I haven't sweated Chowhound's dilution over the years. I never expected the site to last anywhere near this long (we're coming up on twenty years!), so its mere survival strikes me as pretty freakin' dayenu.
But when I see clots of site regulars indignantly and mindlessly railing about how there's nothing good to eat in some locale, when they haven't invested the least effort into sniffing out off-radar treasure - or even considered doing so! - it drives me crazy. How did it become comfortable (much less fashionable) to be diametrically anti-Chowhound on Chowhound.com?
I just interrupted some site "veterans" moaning about White Plains, NY (one of the best - and broadest - little food towns anywhere) by offering a litany of superabundant treasure they've missed. It won't go well, of course. They'll try one or two places, order cluelessly, eat naively (the Sichuan food's too oily/spicy!"), and happily resume their prejudices and false assumptions. Or perhaps not even that (consider how this played out). The only outcome beyond imagining would be for these guys to go out and jubilantly bask in all these great places. If that was their shtick, they would never have gotten to this point in the first place!
I've been making this point forever: the stuff that's pushed at you is the product of devoted pushers, not devoted creators. The best course is to resist the misdirection and proactively hunt for your own treasure; suss out the geniuses, kooks, and hold-outs who do earnest, loving, inspiring work. They're hidden, and uncovering them is your task, not anyone else's. If the only options on your plate are the shiny, obvious, talked-about and passively-received options, you will miss the greatness - and, just as sadly, you'll miss the chance to support the greatness, which is often plied from a precarious foothold. Cream does not often rise!
But, alas, once you've fallen in love with your prejudices and false assumptions, truth feels like poison. People would much rather be idiots than feel like idiots.
Interesting post. I hadn't seen the Kansas City thread before.
ReplyDeleteDo you think this is, in part, about how the way people use the internet has changed?
When CH started, the internet was new and the novelty was communication. Suddenly, people with similar interests who never would have met before could communicate at the touch of a button. As it's developed though, people have become used to having all of the world's information at their fingertips and I think it's made people lazy and demanding. Instead of encouraging experimentation, it's made people want to know what's "best" with one search.
As a whiskey blogger, I see this same phenomenon in spirits. Ten or fifteen years ago, the whiskey sites were all about this great bottle I just found. Now, it's people posting pictures and asking if this bottle is any good. "Taste it for God's sake!" I shout at the screen, but before I finish the sentence, there is another post of another bottle asking if it's good.

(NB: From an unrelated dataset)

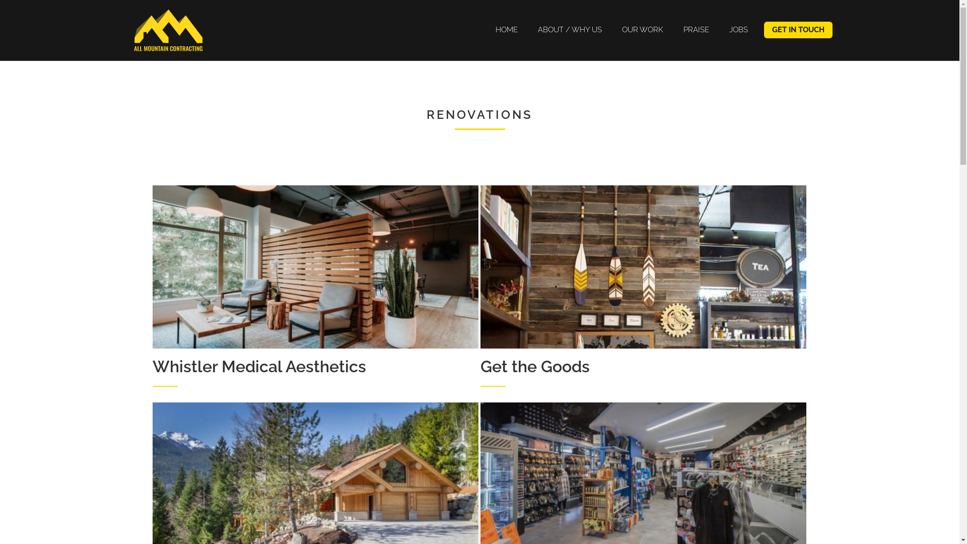 This screenshot has width=967, height=544. What do you see at coordinates (315, 293) in the screenshot?
I see `Whistler Medical Aesthetics` at bounding box center [315, 293].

It's understandable given how we use the net for other things. If I want to find a plumber, I try to quickly find the best rated place in my area, but it seems that many people now treat matters of taste the same way we would look for a plumber, as if there should be an easy answer through Google, and only one right answer at that.
No. People have always been that way. And there've also always been conscientious objectors - people avid about drilling down to good stuff, shaking off misdirection, and refusing to walk the well-trodden path in a semi-hypnotized state. It's true for food, for whiskey, for plumbers....for anything.
ReplyDeleteProblem is that such people are hard to gather. It's like herding cats.
It's true that the early Internet filtered things a bit, given that this type of person tends to be an early adapter. But I also did lots of things (subtle and obvious) to attract, filter, and captivate them. I've discussed this elsewhere on this Slog, particularly in the long series of posts re: Chowhound's sale: http://jimleff.blogspot.com/2008/12/chowhound-story.html
But, no, people haven't changed. Just a greater proportion of zombies (hypnotized, rigid, unimaginative, unresourceful consumers) have come online as the Internet became mainstream, and flooded into Chowhound as its corporate overlords first neglected it and now choose a course of intentional dilution.
Everybody eats, so everybody's got an opinion on food. Zagat and Yelp made windfalls by leveraging that truth. Chowhound's aim was much more selective. I didn't expect its usership to remain distilled, but I never imagined it'd become a place where utterly antithetical types would feel so damned comfortable there. That's what shocks me....their comfort. The guys on this thread (and on the KC thread) are just so, so comfortable.
One reason is that they're unchallenged. I'm barging in, tilting at windmills in an effort to push them off their dull complacency, but the average user just clucks her/his tongue and goes away. Communities are nearly always a race to the bottom, given the natural propensity to cede to idiots.